PipeFunc is just Python code. To adapt it in your current workflows will just take writing a couple of lines of Python code (an explicit design goal of mine is to keep the amount of boilerplate to an absolute minimum) while not requiring you to change the structure of the code itself. So adapting it is pretty low risk because removing it just amounts to removing a couple of lines of `@pipefunc` decorators.
autodialerbroken116@reddit
To perhaps be a little modest here, how would contrast what your pipelining solutions lacks in comparison to enterprise grade MLops solutions like kubeflow, airflow, and other commercial options. Why should they use your solution?
Maybe more of interest, how did this project start? Collaborators? Pain points your work solves that didn't exist?
basnijholt@reddit (OP)
Great question!
It started from the desire of having something light-weight and flexible that doesn't dictate running things in new specific ways or adding a lot of boilerplate. The main use case was physics simulations that had to run anything from laptop to a large cluster with 100k CPU cores, without having to change anything.
Tools like AirFlow and Kubeflow are extremely heavy and add a lot of boilerplate and are not well suited for research environments. They're more for environments where the same code runs over and over again, either on a schedule or triggered by some event. In addition, these "enterprise" tools also are not meant to be run on computational clusters / supercomputers with traditional job schedulers like Slurm. If they support it, it is often an afterthought.
The original target audience is therefore researchers that might not be very well versed in software engineering practices and just want something that takes care of the parallelization, data saving, caching, and running of their code. However, since releasing it I have seen people build all kinds of things, from including it in [ML training pipelines](https://github.com/yaak-ai/rbyte) to web servers.
autodialerbroken116@reddit
Thanks for response.
In contrast to your question, please regard this as polite.
Kubernetes clusters are often used in lieu of a traditional grid scheduler like SGE or Slurm. In addition, they can utilize GPU passthrough via docker, and in some ways are more suitable to simulation workflows involving large job batches and/or large jobs consisting of dozens or hundreds of CPU cores.
I'm not saying you have to do this or match the caliber of kube clusters. But I would argue that there are some enterprise grade value on your system as well as some of the previously existing solutions. If you like the idea of giving scientists and engineers some horsepower without much boilerplate, tell them to throw their dependencies in a docker container.

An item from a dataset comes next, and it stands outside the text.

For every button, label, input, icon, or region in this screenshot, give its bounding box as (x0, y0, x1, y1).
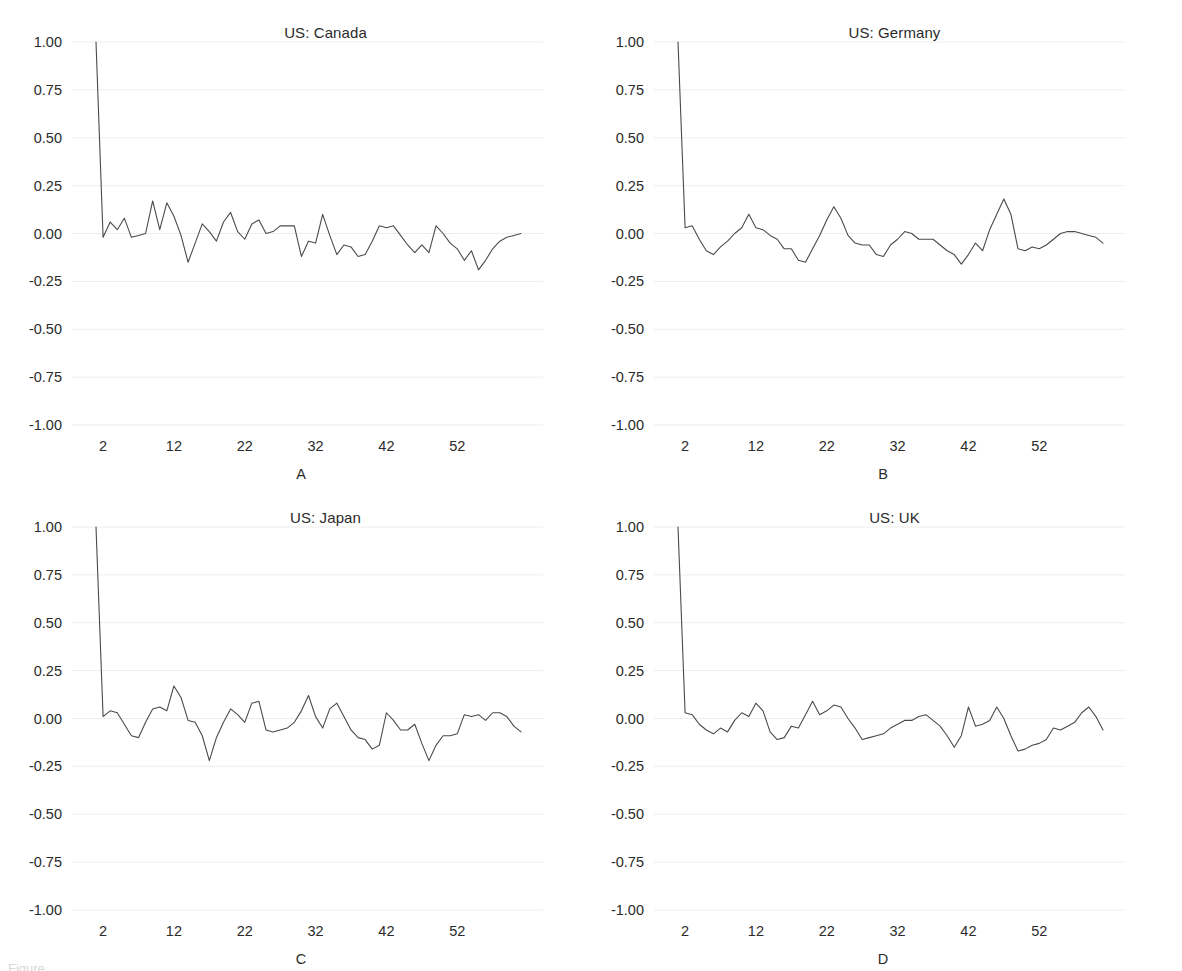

I think your skill set sounds pretty great and I'd encourage you to help others in the way that you are. You're not alone in this area and perhaps consider some of this alt architecture.
Good luck and have fun!
basnijholt@reddit (OP)
It you are a
uv
user, run this:To install
pipefunc
in a temporary environment and instantly run the main tutorial in a Jupyter notebook! Nothing required, exceptuv
!pip_install_account@reddit
Interesting. How do you handle storage of data/artifacts? If a node(function) generates an image that 5 other functions will(possibly) need to load and process later, how does that work? or if two functions want to work on the same file, do you provide locks or some sort of mechanism to prevent them from modifying the same data? And do we handle non-persistent and persistent data the same way?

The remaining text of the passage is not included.